A good editor can play you like a master musician on a violin. He or she knows how to motivate you, how to walk you to the edge of the cliff then walk you back. They are part reader, worker, editor, promoter, wet nurse, and psychologist. If you don’t have this relationship, re-evaluate.

It was insane. And I had to calm myself down a bit. I walked back and forth in front of Taboras CafĂ© in Lansdale where I was writing that Saturday. That Monday, I started at Barnes and Nobles in North Wales, PA. I had to lock myself down. I had a flowchart for the plot, and I went to work. I knew I could do it. And I did. 13,000 words down in two days. The book was complete. I’d be doing reading edits on the plane and in New Orleans, but the hard part was done.

Matthew has been diligent and brilliant taking care of all the production work. He has foreseen every problem and managed the development. We have been partners. I’m told this book was his baby. He’s taught me a great deal. My priest. My father. My brother. My Editor.



So here is the press for the Release Party:






Pretty spiffy huh? Again, I thank Matthew Louis. Editing-God.

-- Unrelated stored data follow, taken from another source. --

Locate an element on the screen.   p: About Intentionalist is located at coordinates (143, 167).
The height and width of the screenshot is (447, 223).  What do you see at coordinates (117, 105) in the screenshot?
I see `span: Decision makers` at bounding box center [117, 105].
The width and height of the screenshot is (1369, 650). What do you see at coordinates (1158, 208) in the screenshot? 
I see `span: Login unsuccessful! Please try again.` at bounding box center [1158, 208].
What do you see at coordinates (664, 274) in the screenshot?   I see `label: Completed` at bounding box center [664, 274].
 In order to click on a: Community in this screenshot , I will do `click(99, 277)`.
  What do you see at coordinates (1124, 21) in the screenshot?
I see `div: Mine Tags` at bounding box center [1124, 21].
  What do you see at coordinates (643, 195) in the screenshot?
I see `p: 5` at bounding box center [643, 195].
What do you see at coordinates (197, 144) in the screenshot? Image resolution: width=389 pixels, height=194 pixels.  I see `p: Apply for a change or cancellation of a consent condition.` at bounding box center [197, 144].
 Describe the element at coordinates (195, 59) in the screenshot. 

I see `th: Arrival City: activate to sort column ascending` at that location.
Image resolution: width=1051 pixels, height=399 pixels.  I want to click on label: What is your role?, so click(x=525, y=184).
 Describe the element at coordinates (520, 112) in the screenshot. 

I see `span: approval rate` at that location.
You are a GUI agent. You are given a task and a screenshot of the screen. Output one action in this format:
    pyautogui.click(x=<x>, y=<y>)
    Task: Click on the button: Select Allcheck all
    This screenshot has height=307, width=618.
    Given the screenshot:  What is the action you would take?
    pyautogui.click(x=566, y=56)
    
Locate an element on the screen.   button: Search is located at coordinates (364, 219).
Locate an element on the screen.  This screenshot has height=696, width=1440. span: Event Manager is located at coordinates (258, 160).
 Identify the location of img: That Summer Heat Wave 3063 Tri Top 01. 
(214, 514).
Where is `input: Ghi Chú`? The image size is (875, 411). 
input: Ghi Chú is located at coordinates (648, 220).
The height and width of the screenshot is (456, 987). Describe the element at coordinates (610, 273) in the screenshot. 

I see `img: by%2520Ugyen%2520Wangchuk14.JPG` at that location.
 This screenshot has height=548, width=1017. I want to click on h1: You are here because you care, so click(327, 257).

Here’s a quick synopsis of the book and the cover:


Vincent Grant lives on the edge. He gets by pushing stolen prescription drugs to high school kids, his mother is dying of cancer, and his business partner, the diminutive "King Louie," may up and kill him, or anyone else, at any moment.

When Vincent is enlisted to throw a scare into a deviant priest, he does it dutifully, leaving the man bleeding on the floor of a seedy apartment. But when the priest is found brutally murdered, life as Vincent knew it ends and he has to flee as killers on both sides of the law make him the target of a city-wide manhunt.
   
   
In an increasingly desperate struggle against increasingly long odds, Vincent begins to think his only hope lies not in fighting to live, but in resigning himself to dying—and killing—for a cause.


And Links to an interview with Will Viharo, my partner in this. Will’s been amazing, and he’s worked so hard through his life, keeping the faith. He’s just the right man I want standing with me.